Beyond the collaborative vision, LUX’s effectiveness relies on a carefully constructed infrastructure that supports its diverse data connections. For instance, I examined the vocabulary consistency, which plays a critical role in aligning and connecting the metadata across Yale’s collections. This plot highlights the shared usage patterns of Getty Vocabulary terms between the Yale Center for British Art and the Art Gallery, revealing significant intersections in how both institutions apply controlled terms. Reconciliation through the LUX pipeline ensures that terms from controlled vocabularies align seamlessly, allowing the collections to be enriched with consistent metadata across units.
As a large-scale Linked Data initiative, LUX illustrates how socio-technical principles can align data and human contributors around common goals, achieved through iterative development and interdisciplinary collaboration. Going forward, LUX will need to prioritise user feedback, expand collections and refine metadata to improve representation and maintain its role as a flagship cultural heritage project that sets a benchmark for other institutions - although the full impact of this work is still unfolding.
In addition to the dissertation, I wrote multiple articles, often with PIA project members, and published most of the scripts and data models on GitHub to promote transparency and reusability. The three highlighted contributions focus on (1) machine-generated annotations using IIIF and the Web Annotation Data Model, (2) envisioning what a LOUD ecosystem could look like, and (3) demonstrating that LUX, through its data pipeline and architecture, enables the automated enrichment in the cultural heritage sector.

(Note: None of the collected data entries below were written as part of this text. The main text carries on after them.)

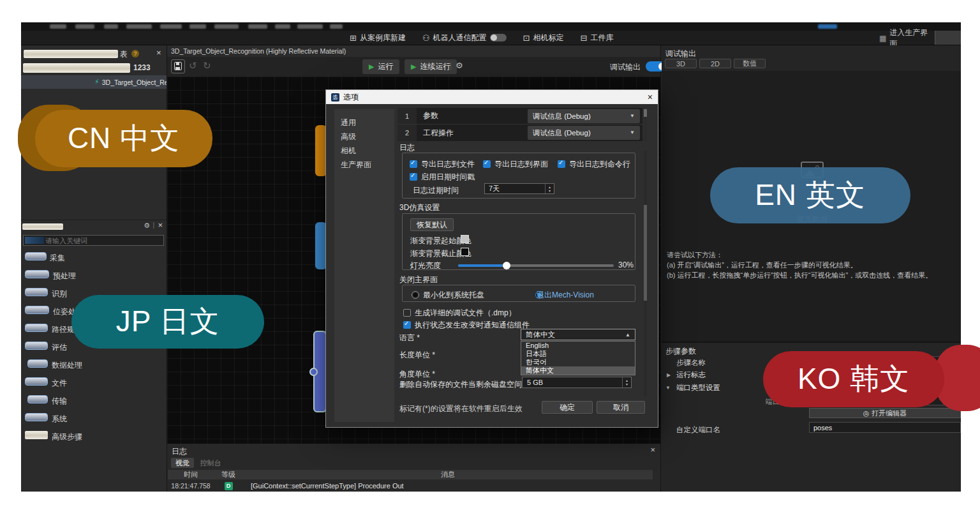 Image resolution: width=980 pixels, height=512 pixels. I want to click on camera-calibration-icon: ⊡, so click(527, 38).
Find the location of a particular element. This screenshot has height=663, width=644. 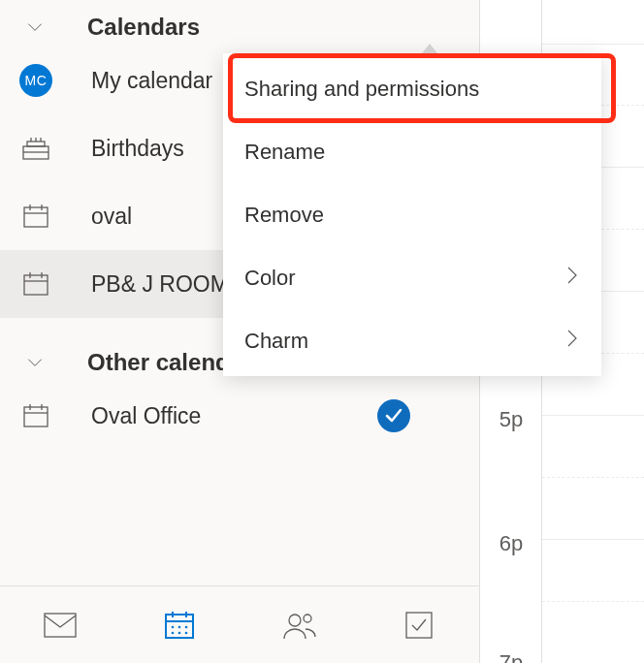

tasks-nav-button is located at coordinates (419, 625).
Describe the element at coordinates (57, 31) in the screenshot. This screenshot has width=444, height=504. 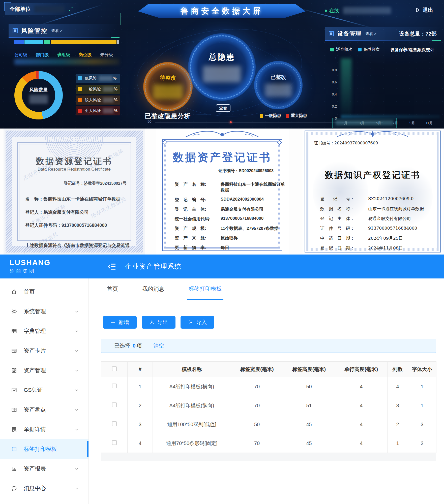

In conclusion, I emphasized LOUD’s role in improving accessibility and usability in cultural heritage through IIIF and Linked Art. The PIA project showed LOUD’s impact on participatory practices and data reuse, while JSON-LD allows for both technical rigor and accessibility, even if it doesn’t transform perceptions of Linked Data entirely. I acknowledge critiques about balancing community practices with semantic interoperability, reflecting current adoption challenges. Future research could address this by expanding engagement with the Global South, which would add cultural diversity and extend LOUD’s reach. Strengthening semantic web integration will also be important to improve interoperability without compromising accessibility.
Many thanks for your attention. I now look forward to your questions and am ready to engage in a thoughtful discussion.